LAGOS —THE Federal Government has cancelled a $2.5 billion bid for its failing telephone company, Nigerian Telecommunications Ltd, NITEL, after the bidder defaulted on a $750 million down payment, the most recent of numerous setbacks to privatise the company since 2001, an official has said.
Bureau of Public Enterprises, BPE, is brokering the sale of 75 per cent of Nitel on behalf of the government. The New Generation Telecommunications Consortium won a $2.5 billion bid last October to purchase.

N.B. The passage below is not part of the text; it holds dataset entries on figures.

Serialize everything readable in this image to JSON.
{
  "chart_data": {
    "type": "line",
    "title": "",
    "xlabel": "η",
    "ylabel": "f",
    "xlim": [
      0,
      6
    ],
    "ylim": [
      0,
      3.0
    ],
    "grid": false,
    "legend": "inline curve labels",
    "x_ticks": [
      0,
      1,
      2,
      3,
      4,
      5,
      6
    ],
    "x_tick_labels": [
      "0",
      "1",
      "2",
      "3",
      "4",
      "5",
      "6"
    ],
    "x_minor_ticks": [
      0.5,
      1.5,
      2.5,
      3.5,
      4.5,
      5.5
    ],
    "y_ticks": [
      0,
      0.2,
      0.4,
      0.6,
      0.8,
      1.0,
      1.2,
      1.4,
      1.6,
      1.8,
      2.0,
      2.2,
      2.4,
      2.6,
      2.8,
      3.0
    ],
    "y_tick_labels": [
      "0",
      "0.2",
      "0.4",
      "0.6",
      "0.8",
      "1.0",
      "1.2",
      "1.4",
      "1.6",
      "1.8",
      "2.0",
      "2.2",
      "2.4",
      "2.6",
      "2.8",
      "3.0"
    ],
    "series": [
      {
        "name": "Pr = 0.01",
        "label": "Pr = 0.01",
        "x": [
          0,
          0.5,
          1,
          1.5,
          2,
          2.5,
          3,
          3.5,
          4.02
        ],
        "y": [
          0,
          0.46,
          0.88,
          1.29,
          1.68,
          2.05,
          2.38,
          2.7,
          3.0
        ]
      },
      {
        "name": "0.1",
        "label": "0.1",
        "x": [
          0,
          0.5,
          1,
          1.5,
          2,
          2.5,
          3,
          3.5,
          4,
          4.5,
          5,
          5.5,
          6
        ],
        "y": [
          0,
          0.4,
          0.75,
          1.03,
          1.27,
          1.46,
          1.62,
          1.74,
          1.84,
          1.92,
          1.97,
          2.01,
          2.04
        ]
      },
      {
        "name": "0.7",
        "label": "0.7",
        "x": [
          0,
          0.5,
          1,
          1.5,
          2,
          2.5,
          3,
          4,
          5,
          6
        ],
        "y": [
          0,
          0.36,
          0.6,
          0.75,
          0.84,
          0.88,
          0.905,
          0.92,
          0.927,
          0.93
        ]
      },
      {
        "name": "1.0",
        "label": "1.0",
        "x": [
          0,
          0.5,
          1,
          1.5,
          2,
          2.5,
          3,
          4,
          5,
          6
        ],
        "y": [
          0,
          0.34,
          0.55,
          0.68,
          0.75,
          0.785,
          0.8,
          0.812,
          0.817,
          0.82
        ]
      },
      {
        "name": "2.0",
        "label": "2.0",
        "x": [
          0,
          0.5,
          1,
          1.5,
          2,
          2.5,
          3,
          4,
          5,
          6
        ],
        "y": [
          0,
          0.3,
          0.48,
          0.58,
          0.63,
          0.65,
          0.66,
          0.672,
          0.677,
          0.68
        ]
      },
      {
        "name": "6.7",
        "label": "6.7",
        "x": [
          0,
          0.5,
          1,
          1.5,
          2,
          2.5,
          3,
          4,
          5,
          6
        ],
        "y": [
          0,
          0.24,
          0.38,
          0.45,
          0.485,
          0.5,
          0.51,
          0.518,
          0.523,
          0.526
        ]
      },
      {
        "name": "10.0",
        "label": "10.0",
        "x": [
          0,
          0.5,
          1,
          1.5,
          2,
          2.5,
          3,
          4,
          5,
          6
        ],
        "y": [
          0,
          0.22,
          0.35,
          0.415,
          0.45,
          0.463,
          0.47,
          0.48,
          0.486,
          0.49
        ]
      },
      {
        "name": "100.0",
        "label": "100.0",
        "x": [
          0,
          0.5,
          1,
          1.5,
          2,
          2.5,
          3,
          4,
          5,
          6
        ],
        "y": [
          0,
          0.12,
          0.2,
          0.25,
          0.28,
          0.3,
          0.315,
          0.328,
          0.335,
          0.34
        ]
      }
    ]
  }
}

It was supposed to pay $750 million by November 5, but more than three months later, it still has not paid up.
“We are not considering them anymore because they have failed,” Chukwuma Nwokoh, spokesman for Nigeria’s Bureau of Public Enterprises, said, weekend.
The proposed sale to the consortium, which Nigerian officials said includes China’s Unicom Ltd., Dubai’s Minerva and local company GiCell, had faced scrutiny before it was eventually cancelled. State-owned Unicom, one of China’s three major phone carriers, said in February that it had expressed interest in a technical role in privatizing Nitel.

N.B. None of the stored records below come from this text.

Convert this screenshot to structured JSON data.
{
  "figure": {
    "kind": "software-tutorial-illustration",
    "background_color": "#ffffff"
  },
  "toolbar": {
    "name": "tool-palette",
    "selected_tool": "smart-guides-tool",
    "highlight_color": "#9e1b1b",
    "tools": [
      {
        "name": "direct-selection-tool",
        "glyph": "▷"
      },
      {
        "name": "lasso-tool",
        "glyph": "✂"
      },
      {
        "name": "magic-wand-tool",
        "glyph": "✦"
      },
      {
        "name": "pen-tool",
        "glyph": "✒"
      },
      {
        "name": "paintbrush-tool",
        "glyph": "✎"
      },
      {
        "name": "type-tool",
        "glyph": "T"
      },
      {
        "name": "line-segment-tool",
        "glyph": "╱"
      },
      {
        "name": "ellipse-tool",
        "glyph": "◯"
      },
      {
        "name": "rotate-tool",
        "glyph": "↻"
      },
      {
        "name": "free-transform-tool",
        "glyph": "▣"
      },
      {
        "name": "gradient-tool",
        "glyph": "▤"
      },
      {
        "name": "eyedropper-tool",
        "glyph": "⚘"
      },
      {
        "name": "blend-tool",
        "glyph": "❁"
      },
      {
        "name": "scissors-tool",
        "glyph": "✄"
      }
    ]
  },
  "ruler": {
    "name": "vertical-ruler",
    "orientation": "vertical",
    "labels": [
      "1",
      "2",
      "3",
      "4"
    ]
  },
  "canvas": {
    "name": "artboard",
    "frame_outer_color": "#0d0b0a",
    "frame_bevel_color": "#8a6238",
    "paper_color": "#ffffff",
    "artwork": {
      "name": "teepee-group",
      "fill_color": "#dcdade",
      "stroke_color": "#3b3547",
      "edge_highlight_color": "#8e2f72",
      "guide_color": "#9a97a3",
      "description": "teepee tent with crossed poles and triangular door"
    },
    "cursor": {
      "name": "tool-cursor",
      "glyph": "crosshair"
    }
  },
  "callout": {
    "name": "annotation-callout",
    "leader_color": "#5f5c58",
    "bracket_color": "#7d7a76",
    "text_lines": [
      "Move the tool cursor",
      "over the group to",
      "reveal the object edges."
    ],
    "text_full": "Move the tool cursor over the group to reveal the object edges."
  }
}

Meanwhile, South Korea’s Daewoo Engineering & Construction Co. has received a $250-million order to build a gas-processing facility in Nigeria.
Daewoo E&C got the order from Shell Petroleum Development Co., a joint venture between Royal Dutch Shell PLC (RDSA, RDSB, RDSA.LN, RDSB.LN) and Nigerian National Petroleum Corp.
The report quoted a Daewoo E&C official as saying that the firm hopes to get more than $5.3 billion in overseas orders in 2011.